December 2011. See the entire magazine online here
15 September – 31 December
By Oliver Basciano
A key work in Victoria Noorthoorn’s curation of the Lyon Biennale is a performance of Samuel Beckett’s 25-second play Breath (1969/2011), directed by Daniela Thomas. No actors appear: instead, a recording of a birth-cry initiates a fade- up of the stage’s lights, revealing a tableau of rubbish. This is followed by the sound of an extended inhalation and then exhalation, a second faint cry, and just as suddenly the whole thing ends. The exhibition, staged under a title taken from W.B. Yeats’s reference to the Irish 1916 revolution, is likewise a poetic, frequently theatrical, if somewhat melancholic and nihilistic affair; in it, Noorthoorn posits life lived as a performance analogous to Beckett’s, in which the actors may act as they please within the temporal moment, but will always ultimately return to the deathly ending.
This is apparent on entering La Sucrière – a former industrial space and the most important of the exhibition’s four dispersed venues – through the wings of a slightly raised stage that, with its vast swathes of painted canvas hung in the fashion of curtains, proves to be Kulissen (2011), an installation by Ulla von Brandenburg. It’s a theatrical ‘backdrop’ onto which the visitor walks, in a sense, through various other lives: the anonymous people in a series of oil-on-canvas portraits by Lynette Yiadom-Boakye, for example. These are strangely prosaic in their subject matter (though Yiadom-Boakye’s paint handling is impressive) except for their subtle critique of the medium’s historical context: all the sitters are of African descent. Or Javier Téllez’s excellent, dreamlike performed documentary, Dürer’s Rhinoceros (2010), in which the current residents of a Portuguese psychiatric hospital act out the imagined personas of previous inmates from the confines of their own cells.

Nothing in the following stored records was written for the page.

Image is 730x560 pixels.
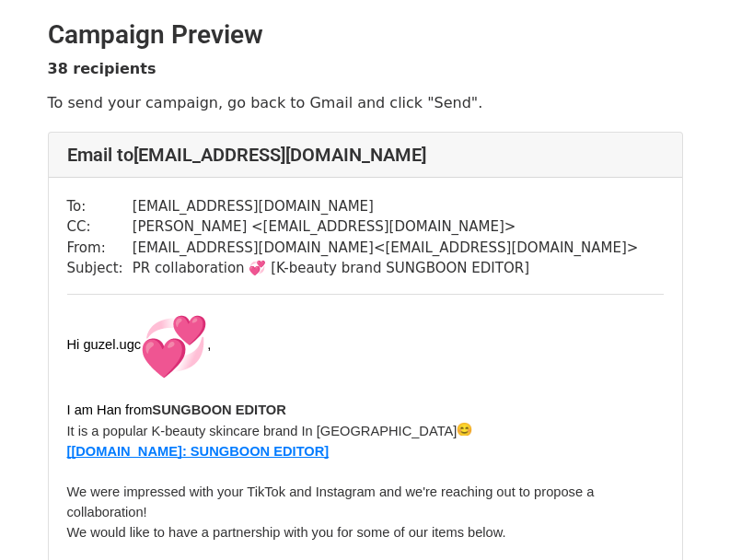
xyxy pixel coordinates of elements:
[141,313,208,379] img: 💞
[68,525,507,539] span: We would like to have a partnership with you for some of our items below.
[48,93,683,112] p: To send your campaign, go back to Gmail and click "Send".
[152,402,286,417] span: SUNGBOON EDITOR
[48,19,683,51] h2: Campaign Preview
[68,442,330,460] a: [[DOMAIN_NAME]: SUNGBOON EDITOR]
[68,216,133,237] td: CC:
[68,237,133,259] td: From:
[68,197,133,217] td: To:
[68,402,153,417] span: I am Han from
[68,258,133,279] td: Subject:
[68,144,664,166] h4: Email to [EMAIL_ADDRESS][DOMAIN_NAME]
[457,422,473,437] img: 😊
[68,485,599,519] span: We were impressed with your TikTok and Instagram and we're reaching out to propose a collaboration!
[68,424,458,438] span: It is a popular K-beauty skincare brand In [GEOGRAPHIC_DATA]
[133,197,640,217] td: [EMAIL_ADDRESS][DOMAIN_NAME]
[133,237,640,259] td: [EMAIL_ADDRESS][DOMAIN_NAME] < [EMAIL_ADDRESS][DOMAIN_NAME] >
[48,60,157,77] strong: 38 recipients
[68,337,212,351] span: Hi guzel.ugc ,
[68,444,330,459] span: [[DOMAIN_NAME]: SUNGBOON EDITOR]
[133,258,640,279] td: PR collaboration 💞 [K-beauty brand SUNGBOON EDITOR]
[133,216,640,237] td: [PERSON_NAME] < [EMAIL_ADDRESS][DOMAIN_NAME] >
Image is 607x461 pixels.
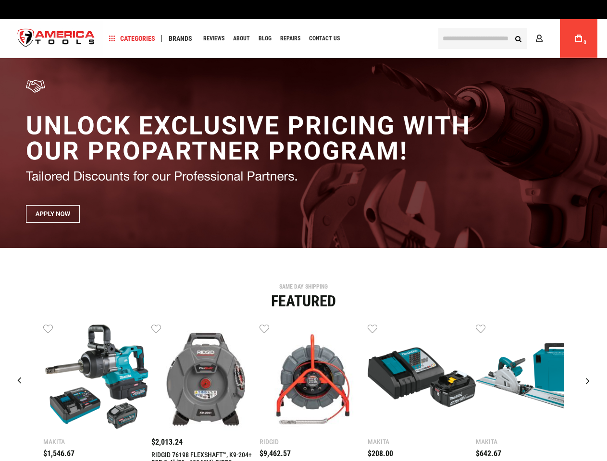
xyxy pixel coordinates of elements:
a: About [229,32,254,45]
a: Reviews [199,32,229,45]
div: Makita [476,439,584,445]
span: Brands [169,35,192,42]
div: Makita [43,439,151,445]
span: $9,462.57 [259,449,291,458]
span: About [233,36,250,41]
div: Makita [367,439,476,445]
div: SAME DAY SHIPPING [7,284,599,290]
span: Reviews [203,36,224,41]
a: Blog [254,32,276,45]
img: America Tools [10,21,103,57]
a: store logo [10,21,103,57]
a: Brands [164,32,196,45]
img: Makita GWT10T 40V max XGT® Brushless Cordless 4‑Sp. High‑Torque 1" Sq. Drive D‑Handle Extended An... [43,323,151,431]
span: Repairs [280,36,300,41]
img: RIDGID 76198 FLEXSHAFT™, K9-204+ FOR 2-4 [151,323,259,431]
span: Blog [258,36,271,41]
img: RIDGID 76883 SEESNAKE® MINI PRO [259,323,367,431]
span: $1,546.67 [43,449,74,458]
span: Contact Us [309,36,340,41]
span: $208.00 [367,449,393,458]
a: MAKITA BL1840BDC1 18V LXT® LITHIUM-ION BATTERY AND CHARGER STARTER PACK, BL1840B, DC18RC (4.0AH) [367,323,476,434]
img: MAKITA BL1840BDC1 18V LXT® LITHIUM-ION BATTERY AND CHARGER STARTER PACK, BL1840B, DC18RC (4.0AH) [367,323,476,431]
div: Featured [7,293,599,309]
span: $2,013.24 [151,438,183,447]
a: Categories [105,32,159,45]
a: MAKITA SP6000J1 6-1/2" PLUNGE CIRCULAR SAW, 55" GUIDE RAIL, 12 AMP, ELECTRIC BRAKE, CASE [476,323,584,434]
a: 0 [569,19,587,58]
a: RIDGID 76883 SEESNAKE® MINI PRO [259,323,367,434]
button: Search [509,29,527,48]
a: Repairs [276,32,305,45]
span: $642.67 [476,449,501,458]
span: 0 [583,40,586,45]
a: RIDGID 76198 FLEXSHAFT™, K9-204+ FOR 2-4 [151,323,259,434]
a: Contact Us [305,32,344,45]
div: Ridgid [259,439,367,445]
a: Makita GWT10T 40V max XGT® Brushless Cordless 4‑Sp. High‑Torque 1" Sq. Drive D‑Handle Extended An... [43,323,151,434]
img: MAKITA SP6000J1 6-1/2" PLUNGE CIRCULAR SAW, 55" GUIDE RAIL, 12 AMP, ELECTRIC BRAKE, CASE [476,323,584,431]
span: Categories [109,35,155,42]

History stalks the marginalised characters of both Yiadom-Boakye’s and Téllez’s work, a pervading atmosphere hinting that these subjects are not determined by the culture of the present. Instead they posit a reference to ‘hauntology’ and Derrida’s currently voguish idea of timeless, intangible, but nonetheless identifiable spectres that exist outside dominant chronology, in this case race and mental illness.
Across the venues, a haunted aesthetic weaves itself in and out of Noorthoorn’s curatorial mix of painting, film, installation and sculpture. It is evident at the Musée d’Art Contemporain, in the depressive, craving faces among three decades of portraits on paper by Marlene Dumas, which square up to pencil sketches by Giacometti; in the chilling orchestral composition in 17 parts and muted shadows of John Cage and Henning Lohner’s collaborative 1992 ‘film with no plot’, One11 and 103; and in Alexander Schellow’s room of illustrations, Storyboard (2001–). These snapshots of prosaic scenes, created with felt tip applied to tracing paper in a vaguely pointillist style, render the everyday as a silhouetted remnant of itself. The ghosts of possible but unrealised utopian futures appear, meanwhile, in a display of letters, diagrams and notes by Buckminster Fuller at Fondation Bullukian, coupled with architect Yona Friedman’s sculptural display of various films that play on a similar theme of languishing idealism.
Near the outskirts of the city, at a half- demolished set of concrete flats that serves as the final exhibition venue, Jorge Macchi recreates – among the rubble – a replica of the formal gardens from Last Year at Marienbad (1961). Alain Resnais’s film charted time in flux and characters uncertain of the chronology of their own lives: here the central material aspect of the film, the garden, appears itself as a ghost from another time. Noorthoorn’s apparent hauntological approach similarly presents a fluctuation between material empiricisms of life and the dematerialised, transcendent qualities that so often qualify them, with the former presented as a largely inconsequential condition, when considered against the greater uncanny possibilities that surround it. Walking through the exhibition that results from such a position, an odd narrative fusion – existential depression and progressive, superlative liberation from materialism – ultimately, and expertly, comes to the fore.
Tags: 11th Biennale de Lyon, A terrible beauty is born, ArtReview, Oliver Basciano, contemporary art
Alexandra Burda joined dawn hilton's group© 2012 Created by Art Review Media.